▶ [Problem to work on]: Write out the stretch of lines below that begins at the line with "In order to click on Myrtle" and ends at the line with "Task: Click on the Follow", including both, exactly as given and nothing more.
BEGIN Given data
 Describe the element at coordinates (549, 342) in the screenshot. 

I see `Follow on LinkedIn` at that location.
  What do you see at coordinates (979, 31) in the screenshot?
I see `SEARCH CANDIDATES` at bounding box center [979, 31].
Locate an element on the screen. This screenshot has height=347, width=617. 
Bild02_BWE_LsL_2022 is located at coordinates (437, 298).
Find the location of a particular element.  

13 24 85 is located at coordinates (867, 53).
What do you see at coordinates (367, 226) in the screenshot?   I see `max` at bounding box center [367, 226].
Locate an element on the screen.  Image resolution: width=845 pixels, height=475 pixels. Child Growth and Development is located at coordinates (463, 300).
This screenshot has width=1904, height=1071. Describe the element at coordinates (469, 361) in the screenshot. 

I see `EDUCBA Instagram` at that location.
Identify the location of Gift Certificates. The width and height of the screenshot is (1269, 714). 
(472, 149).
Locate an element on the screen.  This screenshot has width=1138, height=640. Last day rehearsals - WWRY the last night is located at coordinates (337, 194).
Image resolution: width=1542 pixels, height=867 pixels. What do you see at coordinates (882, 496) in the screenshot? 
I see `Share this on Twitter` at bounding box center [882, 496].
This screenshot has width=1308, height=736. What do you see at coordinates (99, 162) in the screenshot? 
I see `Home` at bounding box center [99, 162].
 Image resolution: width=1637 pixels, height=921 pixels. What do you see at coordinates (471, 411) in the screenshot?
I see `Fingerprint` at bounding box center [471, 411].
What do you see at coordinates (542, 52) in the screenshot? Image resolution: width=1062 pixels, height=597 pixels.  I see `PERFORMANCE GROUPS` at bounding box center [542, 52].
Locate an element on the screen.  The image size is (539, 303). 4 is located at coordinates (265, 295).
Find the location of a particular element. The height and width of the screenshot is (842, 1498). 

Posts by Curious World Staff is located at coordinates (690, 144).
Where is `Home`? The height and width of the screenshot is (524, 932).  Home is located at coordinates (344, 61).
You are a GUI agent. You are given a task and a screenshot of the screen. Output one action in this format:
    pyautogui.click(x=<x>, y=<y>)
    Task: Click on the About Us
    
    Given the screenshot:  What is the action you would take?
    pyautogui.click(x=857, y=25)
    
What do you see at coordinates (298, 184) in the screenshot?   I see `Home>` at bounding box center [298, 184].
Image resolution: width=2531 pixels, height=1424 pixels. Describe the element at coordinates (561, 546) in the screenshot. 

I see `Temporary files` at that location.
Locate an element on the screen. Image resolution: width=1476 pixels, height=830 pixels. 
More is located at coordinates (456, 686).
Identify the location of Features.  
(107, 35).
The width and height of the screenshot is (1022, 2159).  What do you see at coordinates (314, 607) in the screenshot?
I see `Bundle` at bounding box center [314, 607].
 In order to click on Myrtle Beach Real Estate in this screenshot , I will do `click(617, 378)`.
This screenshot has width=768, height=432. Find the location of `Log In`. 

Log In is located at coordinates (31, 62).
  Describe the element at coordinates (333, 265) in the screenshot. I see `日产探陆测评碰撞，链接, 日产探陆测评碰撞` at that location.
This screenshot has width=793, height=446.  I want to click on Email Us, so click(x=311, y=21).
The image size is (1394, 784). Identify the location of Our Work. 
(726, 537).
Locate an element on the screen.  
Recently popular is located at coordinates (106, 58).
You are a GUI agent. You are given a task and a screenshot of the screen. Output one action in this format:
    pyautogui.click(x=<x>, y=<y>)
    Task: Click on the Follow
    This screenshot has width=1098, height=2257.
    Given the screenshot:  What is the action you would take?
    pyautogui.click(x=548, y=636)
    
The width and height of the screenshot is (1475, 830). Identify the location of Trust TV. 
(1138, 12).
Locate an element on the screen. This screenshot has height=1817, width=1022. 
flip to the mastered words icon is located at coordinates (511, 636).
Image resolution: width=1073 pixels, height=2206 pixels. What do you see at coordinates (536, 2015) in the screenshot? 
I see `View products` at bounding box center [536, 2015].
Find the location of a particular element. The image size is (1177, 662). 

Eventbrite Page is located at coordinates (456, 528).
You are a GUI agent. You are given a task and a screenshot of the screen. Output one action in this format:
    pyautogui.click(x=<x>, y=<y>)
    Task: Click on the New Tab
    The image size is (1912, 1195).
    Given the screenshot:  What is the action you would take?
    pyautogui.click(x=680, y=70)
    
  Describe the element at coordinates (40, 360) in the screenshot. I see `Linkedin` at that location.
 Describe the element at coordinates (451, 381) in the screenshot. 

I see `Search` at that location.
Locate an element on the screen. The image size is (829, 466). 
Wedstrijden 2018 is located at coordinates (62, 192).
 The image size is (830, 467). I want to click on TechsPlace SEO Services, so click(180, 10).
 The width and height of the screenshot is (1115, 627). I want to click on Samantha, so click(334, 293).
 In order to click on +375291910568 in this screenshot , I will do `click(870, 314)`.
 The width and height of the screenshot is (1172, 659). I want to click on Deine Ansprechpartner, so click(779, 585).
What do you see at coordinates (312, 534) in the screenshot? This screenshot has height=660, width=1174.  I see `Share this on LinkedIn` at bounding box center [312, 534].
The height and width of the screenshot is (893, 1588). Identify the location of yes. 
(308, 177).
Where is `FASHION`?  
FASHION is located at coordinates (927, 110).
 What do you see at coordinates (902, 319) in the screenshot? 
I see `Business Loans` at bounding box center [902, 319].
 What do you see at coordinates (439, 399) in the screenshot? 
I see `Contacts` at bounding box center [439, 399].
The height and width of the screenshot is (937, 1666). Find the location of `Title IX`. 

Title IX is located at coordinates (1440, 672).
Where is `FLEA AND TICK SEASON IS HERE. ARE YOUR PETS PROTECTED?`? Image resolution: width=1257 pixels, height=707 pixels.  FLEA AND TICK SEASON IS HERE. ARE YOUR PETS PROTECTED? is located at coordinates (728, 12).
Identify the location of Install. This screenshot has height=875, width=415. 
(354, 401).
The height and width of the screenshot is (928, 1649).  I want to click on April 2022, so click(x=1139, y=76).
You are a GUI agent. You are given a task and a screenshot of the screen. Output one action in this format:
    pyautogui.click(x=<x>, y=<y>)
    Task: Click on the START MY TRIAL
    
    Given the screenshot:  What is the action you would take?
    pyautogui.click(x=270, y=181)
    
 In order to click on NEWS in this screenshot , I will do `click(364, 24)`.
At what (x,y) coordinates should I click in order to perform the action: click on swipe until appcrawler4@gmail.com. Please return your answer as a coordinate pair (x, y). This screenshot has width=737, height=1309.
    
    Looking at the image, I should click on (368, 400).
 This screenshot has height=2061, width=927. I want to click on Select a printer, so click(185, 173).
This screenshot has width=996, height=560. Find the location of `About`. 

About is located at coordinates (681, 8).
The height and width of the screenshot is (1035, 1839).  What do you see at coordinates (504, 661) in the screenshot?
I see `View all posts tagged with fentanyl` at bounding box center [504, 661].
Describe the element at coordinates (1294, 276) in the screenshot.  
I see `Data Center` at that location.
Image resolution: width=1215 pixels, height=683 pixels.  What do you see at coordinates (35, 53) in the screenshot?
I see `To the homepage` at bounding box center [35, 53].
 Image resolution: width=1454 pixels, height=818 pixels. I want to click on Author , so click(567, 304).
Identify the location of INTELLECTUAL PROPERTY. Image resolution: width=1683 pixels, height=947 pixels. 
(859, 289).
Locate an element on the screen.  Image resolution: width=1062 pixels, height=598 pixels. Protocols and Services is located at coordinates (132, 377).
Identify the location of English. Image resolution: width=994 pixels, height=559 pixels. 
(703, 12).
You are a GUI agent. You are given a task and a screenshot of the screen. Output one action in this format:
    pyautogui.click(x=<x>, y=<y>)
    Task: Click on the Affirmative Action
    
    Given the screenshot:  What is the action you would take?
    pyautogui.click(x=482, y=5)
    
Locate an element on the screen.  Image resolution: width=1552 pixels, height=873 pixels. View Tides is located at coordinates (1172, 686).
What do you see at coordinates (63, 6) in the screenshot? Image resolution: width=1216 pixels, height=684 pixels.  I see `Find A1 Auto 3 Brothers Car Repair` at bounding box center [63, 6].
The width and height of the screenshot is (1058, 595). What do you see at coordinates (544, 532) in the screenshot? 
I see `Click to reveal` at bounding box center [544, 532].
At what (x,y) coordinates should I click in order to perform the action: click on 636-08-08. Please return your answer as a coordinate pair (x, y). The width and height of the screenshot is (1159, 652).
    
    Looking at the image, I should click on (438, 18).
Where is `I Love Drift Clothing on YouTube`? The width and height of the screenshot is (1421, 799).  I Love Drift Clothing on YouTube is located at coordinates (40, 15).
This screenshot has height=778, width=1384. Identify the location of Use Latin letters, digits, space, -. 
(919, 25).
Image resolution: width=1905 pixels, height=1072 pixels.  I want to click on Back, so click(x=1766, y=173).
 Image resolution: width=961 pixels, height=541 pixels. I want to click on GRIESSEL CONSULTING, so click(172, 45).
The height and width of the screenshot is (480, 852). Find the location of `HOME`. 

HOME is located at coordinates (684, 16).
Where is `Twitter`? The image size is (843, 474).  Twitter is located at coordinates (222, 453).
END Given data
▶ [Completed task]:
 In order to click on Myrtle Beach Real Estate in this screenshot , I will do `click(617, 378)`.
This screenshot has width=768, height=432. Find the location of `Log In`. 

Log In is located at coordinates (31, 62).
  Describe the element at coordinates (333, 265) in the screenshot. I see `日产探陆测评碰撞，链接, 日产探陆测评碰撞` at that location.
This screenshot has width=793, height=446.  I want to click on Email Us, so click(x=311, y=21).
The image size is (1394, 784). Identify the location of Our Work. 
(726, 537).
Locate an element on the screen.  
Recently popular is located at coordinates (106, 58).
You are a GUI agent. You are given a task and a screenshot of the screen. Output one action in this format:
    pyautogui.click(x=<x>, y=<y>)
    Task: Click on the Follow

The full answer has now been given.